Choosing a rose scent
Geranium oil and rose oil share some primary constituents,
notably geraniol and citronellol, but they aren’t identical. Even
among the pelargoniums classified as rose-scented, some smell more
roselike than others due to their chemical makeup. Some have a
lemon-rose fragrance, and a few aren’t rose-scented at all even
though they have “rose” in their name. These include the
pungent-scented ‘Red-Flowered Rose’ and ‘Shrubland Rose’,
‘Mint-Scented Rose’, and ‘Camphor Rose’. Other varieties have been
erroneously described as rose-scented or aren’t consistently
rose-scented. All of the rose-scenteds recommended below have a
well-developed rose or lemon-rose fragrance.
Rose-scenteds offer more than fragrance. Seeing their diversity
of leaf silhouettes in a reference book is what gave me an
uncontrollable desire to collect all the rose-scented varieties.

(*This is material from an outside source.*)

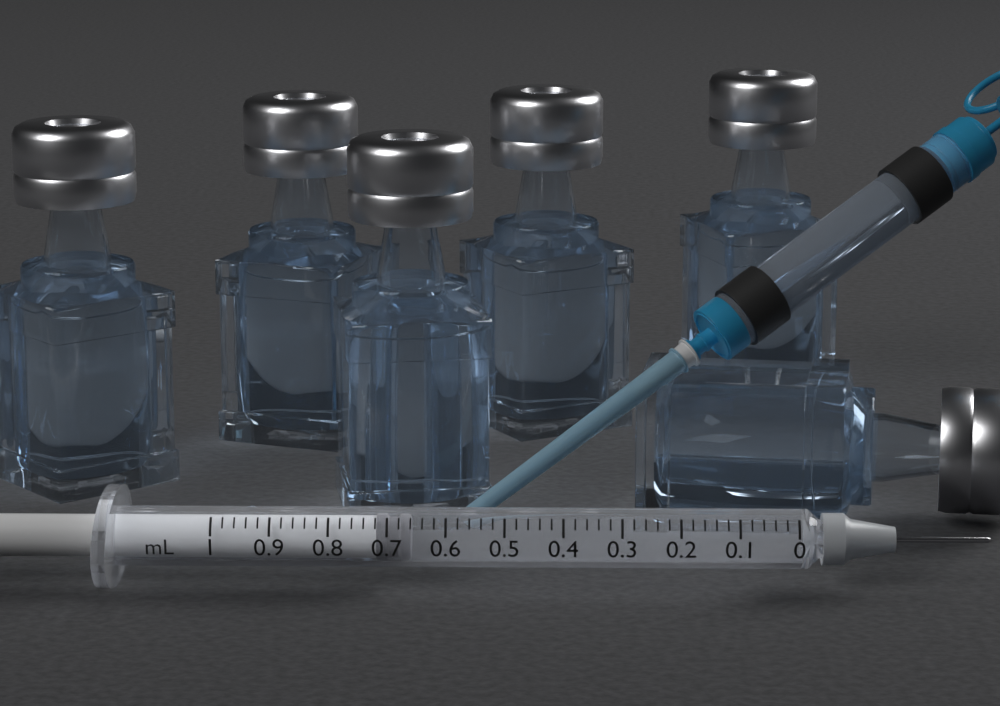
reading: 0.66 mL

Small but perky flowers in spring make these attractive plants even
more eye-catching.
Rose-scenteds, like other pelargoniums, occasionally produce a
genetic mutation in a growing shoot. The mutated branch, called a
sport, may have leaves of a different color, size, or shape from
those of the rest of the plant. Variegations in the foliage are
common. If a sport can be successfully propagated by cuttings or
tissue culture and is different from any other existing plant, it
can be introduced as a new cultivar. Such mutations are often
unstable, however, and new shoots that arise from a growing sport
may revert to the appearance of the parent plant.